How the BDC Columns actually work

This post explains how the BDC works under the hood.
It does however miss out on fully updating the underlying data – you need to update each BDC field explicitly.

The big flaw with the BDC is that the externally referenced data is cached in the list itself.  The user needs to update the list (which can be time consuming) or the host app must do it for the user.

Sharepoint gotcha

The GetSiteData method on the SPWeb returns all of the columns as datatype string.  This does not appear to be documented anywhere.  It is however the only single method that can query across lists.

CAML is a very weak query language.  You can’t do much in the way of joins.

A tale of three guids

A tale of three guids:

Sharepoint

Features require a guid of the form “this-is-a-guid”

For a content type you need a guid of the form “0x100thisisaguid”

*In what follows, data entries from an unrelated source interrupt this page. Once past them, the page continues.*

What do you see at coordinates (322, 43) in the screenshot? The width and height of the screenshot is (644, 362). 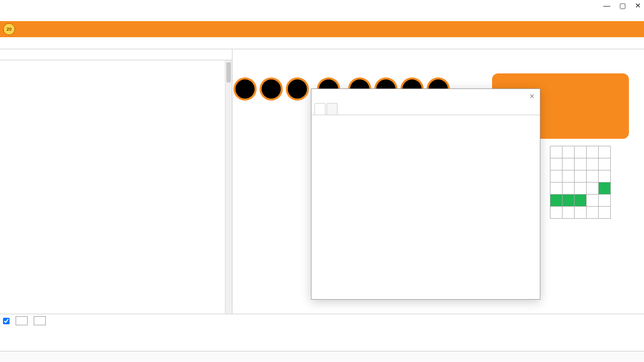 I see `main-tabs` at bounding box center [322, 43].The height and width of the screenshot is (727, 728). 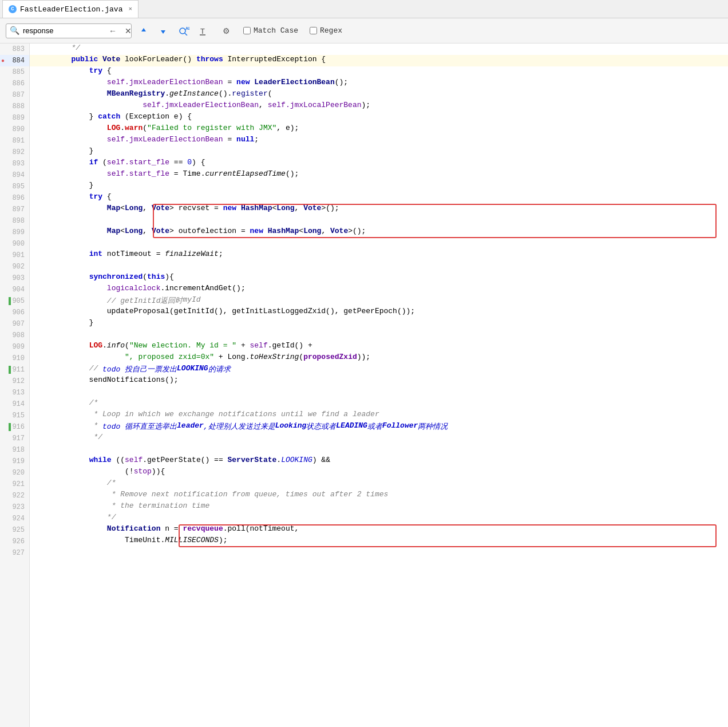 I want to click on search-input, so click(x=63, y=31).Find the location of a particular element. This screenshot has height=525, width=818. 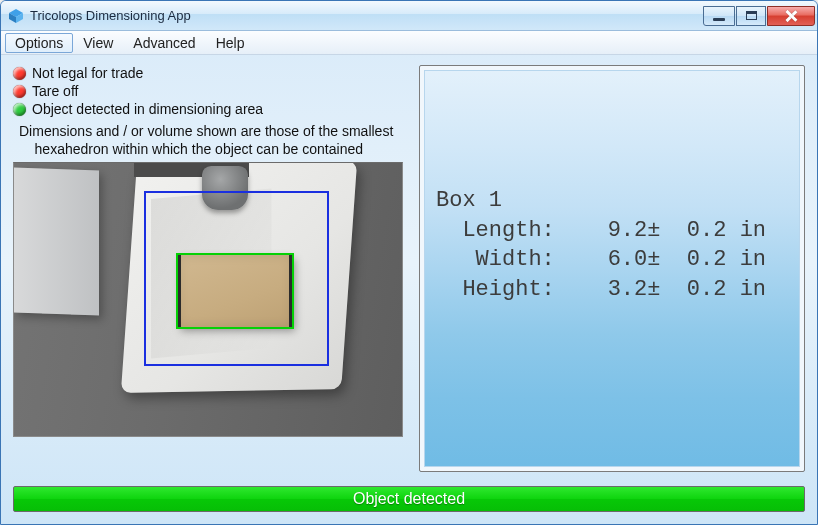

close-button is located at coordinates (791, 16).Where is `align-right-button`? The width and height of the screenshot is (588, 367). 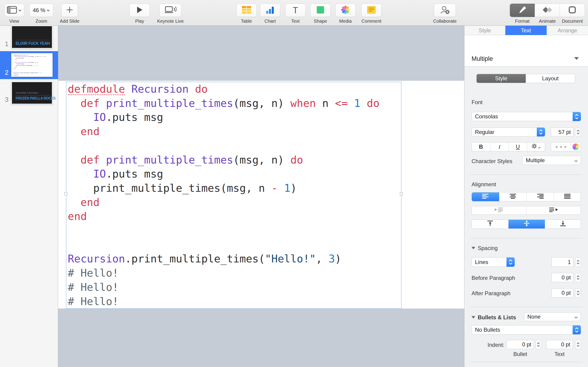 align-right-button is located at coordinates (540, 197).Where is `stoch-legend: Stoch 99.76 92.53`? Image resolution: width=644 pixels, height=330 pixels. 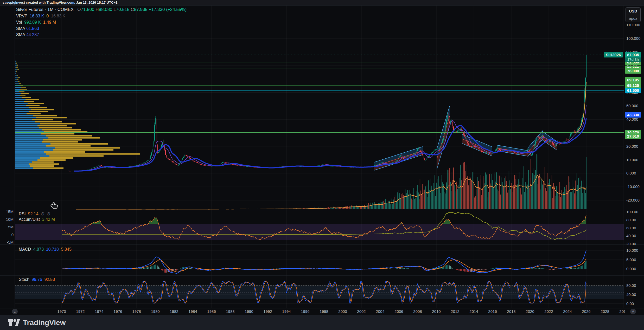 stoch-legend: Stoch 99.76 92.53 is located at coordinates (37, 280).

For a field definition you need a guid of the form “{this-is-a-guid}”

 

One team, three distinct guid formats WTF

Debugging Feature Receivers

A great technique when developing a sharepoint feature receiver:

Create yourself an announcements list and have the feature log the install (or failure to do so) to this location.

 This is much less messy than debugging on a production box.

 This announcement list can be locked down so only developers and admin’s can read it.

 I have found that you can create and populate a custom list and a view in 20 lines of code (genericly).

 This contrasts to 4000 lines of xml per list/view.